Introduction
Peer-to-peer (or P2P) systems have recently gained a lot of attention in the social, academic, and commercial communities.
One of the early driving forces behind the peer-to-peer concept is that there are many PCs in homes and offices that lie idle for large chunks of time. Why not leverage these idle resources to do something useful, like share computation or share content?
In fact, peer-to-peer systems have become synonymous with file-sharing systems as systems like Napster, Gnutella, Kazaa and BitTorrent have enjoyed explosive popularity over the last few years. In the last years, peer-to-peer networks have become even more important for real-time content delivery: Video-on- Demand and real-time video streaming are largely diffused among Internet users services. Using Peer-to-Peer overlay has become an increasingly popular approach for streaming live media over the Internet due to its potential scalability and ease of deployment. This approach is generally referred to as P2P streaming. In P2P streaming, participating end-systems (or peers) actively contribute their resources (mainly outgoing bandwidth) by forwarding their available content to their
connected peers. Since the aggregate available resources in this approach organically grow with the user population, this approach can potentially scale with the number of participating peers in a session. Working with this kind of applications, overlay network issues and management are different in comparison with peer-to-peer protocols designed for file sharing or large-scale distributing computing. Fundamental goals of a peer-to-peer protocol are reliability, scalability and adaptability over time as users are added or removed and network conditions change. In addition, delivering a real-time content, we must be able to guarantee that the stream is delivered at the rate that it's coming in each node belonging to the overlay network. In this thesis, I will first explain what Peer to Peer systems are and how Peer to Peer solves scalability issues by exploiting its ability to distribute information. Then, I will go into details of Peer to Peer Streaming Systems, describing mesh-based systems and tree-based systems and highlighting differences between this two approaches. The reverse engineering and the analysis of an Operational Peer to Peer Streaming System will be the topic of the Chapter 3 : this work has been the argument of a Workshop Paper, accepted to the ST MicroElectronics Streaming Day 2007. In Chapter 4, I
will report the description of the Implementation on PlanetLab of a tree-based peer to peer live streaming client. The aim of this thesis is to understand the best way and the best topology for a scalable, affordable and legal TV quality-like broadcast of content.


### TASK
Filter the listing below for "court" and report every line that has it.
§
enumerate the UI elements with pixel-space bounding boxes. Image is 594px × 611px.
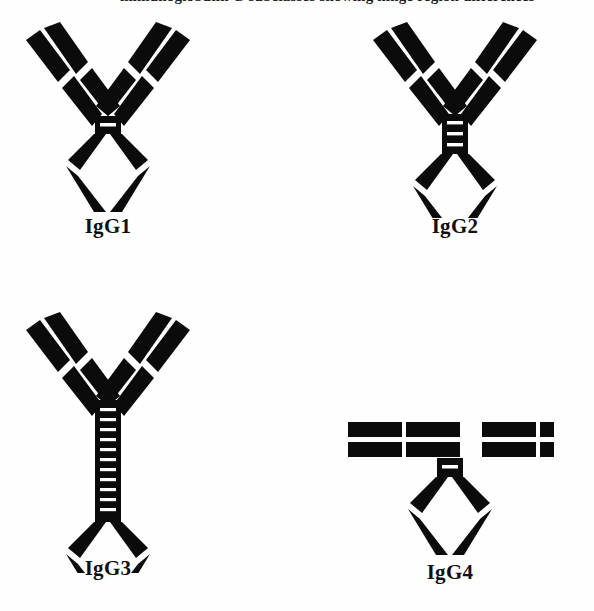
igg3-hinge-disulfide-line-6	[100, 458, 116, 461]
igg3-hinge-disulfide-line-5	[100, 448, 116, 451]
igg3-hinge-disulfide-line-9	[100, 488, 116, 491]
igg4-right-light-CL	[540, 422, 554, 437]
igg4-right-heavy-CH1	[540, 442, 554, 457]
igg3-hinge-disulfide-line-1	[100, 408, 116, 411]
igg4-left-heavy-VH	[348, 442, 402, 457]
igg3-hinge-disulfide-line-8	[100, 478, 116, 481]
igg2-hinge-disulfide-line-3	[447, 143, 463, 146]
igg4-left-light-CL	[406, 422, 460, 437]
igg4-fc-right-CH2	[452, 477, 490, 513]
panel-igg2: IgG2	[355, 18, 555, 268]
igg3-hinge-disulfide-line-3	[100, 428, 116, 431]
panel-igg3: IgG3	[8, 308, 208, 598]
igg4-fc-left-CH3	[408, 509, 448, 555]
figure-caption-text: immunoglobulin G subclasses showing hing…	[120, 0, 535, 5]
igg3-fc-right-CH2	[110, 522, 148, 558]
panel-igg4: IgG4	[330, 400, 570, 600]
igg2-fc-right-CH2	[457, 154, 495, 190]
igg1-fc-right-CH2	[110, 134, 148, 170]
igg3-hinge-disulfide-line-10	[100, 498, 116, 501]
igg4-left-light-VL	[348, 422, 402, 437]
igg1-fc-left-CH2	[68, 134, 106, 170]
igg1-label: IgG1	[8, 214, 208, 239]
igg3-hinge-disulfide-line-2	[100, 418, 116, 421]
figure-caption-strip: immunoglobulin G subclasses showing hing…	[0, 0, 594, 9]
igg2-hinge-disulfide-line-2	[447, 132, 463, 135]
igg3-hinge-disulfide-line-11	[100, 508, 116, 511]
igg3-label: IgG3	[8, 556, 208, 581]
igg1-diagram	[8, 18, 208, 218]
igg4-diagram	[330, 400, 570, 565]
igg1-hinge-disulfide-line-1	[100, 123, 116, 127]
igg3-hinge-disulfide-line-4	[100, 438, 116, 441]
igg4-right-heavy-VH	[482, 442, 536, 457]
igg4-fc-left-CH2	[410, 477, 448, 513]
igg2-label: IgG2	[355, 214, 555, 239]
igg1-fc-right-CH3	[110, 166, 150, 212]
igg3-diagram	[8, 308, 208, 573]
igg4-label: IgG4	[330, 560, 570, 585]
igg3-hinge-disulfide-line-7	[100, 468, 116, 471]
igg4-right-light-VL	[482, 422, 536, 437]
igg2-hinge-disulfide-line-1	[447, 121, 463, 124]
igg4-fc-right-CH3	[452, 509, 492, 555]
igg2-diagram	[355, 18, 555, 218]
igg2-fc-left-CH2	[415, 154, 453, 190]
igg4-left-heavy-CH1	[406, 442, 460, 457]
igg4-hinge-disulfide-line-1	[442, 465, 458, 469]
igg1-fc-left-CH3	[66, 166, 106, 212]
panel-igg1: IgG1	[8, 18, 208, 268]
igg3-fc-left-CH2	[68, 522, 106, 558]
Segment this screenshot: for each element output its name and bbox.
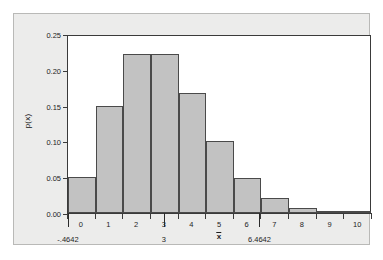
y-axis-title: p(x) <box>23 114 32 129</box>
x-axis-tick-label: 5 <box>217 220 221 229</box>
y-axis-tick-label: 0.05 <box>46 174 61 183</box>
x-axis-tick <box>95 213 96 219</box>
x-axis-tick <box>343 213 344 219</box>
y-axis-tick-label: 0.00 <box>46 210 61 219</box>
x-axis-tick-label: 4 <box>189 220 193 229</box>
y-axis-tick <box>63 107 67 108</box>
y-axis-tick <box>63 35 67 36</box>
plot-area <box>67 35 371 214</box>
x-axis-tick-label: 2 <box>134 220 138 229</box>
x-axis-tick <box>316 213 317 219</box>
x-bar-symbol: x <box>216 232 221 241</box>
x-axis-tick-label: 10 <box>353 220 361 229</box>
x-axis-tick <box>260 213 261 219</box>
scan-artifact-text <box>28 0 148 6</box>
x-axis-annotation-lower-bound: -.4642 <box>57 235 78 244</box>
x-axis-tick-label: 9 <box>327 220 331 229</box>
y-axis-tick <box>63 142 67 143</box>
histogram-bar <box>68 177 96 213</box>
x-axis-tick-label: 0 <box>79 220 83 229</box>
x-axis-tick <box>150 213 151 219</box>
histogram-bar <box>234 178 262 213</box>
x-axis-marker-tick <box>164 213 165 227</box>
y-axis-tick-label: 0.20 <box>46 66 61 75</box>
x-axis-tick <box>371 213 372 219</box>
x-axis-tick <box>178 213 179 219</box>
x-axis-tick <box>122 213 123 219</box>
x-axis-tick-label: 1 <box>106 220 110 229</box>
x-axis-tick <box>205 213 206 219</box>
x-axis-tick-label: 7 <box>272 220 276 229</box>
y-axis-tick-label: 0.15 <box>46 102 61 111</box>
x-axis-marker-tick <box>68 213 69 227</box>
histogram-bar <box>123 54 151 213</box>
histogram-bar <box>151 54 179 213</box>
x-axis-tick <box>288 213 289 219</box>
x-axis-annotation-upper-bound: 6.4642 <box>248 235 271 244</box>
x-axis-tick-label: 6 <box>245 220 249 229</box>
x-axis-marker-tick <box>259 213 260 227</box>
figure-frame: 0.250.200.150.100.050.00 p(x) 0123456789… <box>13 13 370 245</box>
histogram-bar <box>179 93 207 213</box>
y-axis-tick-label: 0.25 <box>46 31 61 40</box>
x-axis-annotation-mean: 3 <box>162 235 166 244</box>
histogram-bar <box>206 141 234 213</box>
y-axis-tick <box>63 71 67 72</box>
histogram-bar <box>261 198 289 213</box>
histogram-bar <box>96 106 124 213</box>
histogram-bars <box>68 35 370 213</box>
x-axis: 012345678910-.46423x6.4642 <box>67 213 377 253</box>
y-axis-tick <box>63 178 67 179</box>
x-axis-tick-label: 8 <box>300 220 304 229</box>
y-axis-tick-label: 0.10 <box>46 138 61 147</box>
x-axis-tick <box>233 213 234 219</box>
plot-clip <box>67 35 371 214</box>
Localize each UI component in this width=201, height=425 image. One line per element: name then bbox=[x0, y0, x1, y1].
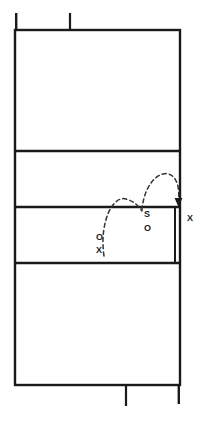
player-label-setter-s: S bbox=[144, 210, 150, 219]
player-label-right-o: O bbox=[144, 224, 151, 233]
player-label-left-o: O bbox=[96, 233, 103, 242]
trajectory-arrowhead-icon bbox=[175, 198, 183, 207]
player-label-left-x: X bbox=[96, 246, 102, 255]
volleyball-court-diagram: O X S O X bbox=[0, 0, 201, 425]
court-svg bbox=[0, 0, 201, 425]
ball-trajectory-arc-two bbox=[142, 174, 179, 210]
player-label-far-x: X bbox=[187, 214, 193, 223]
§
### YOUR SOLUTION
volleyball-court-diagram: O X S O X bbox=[0, 0, 201, 425]
court-svg bbox=[0, 0, 201, 425]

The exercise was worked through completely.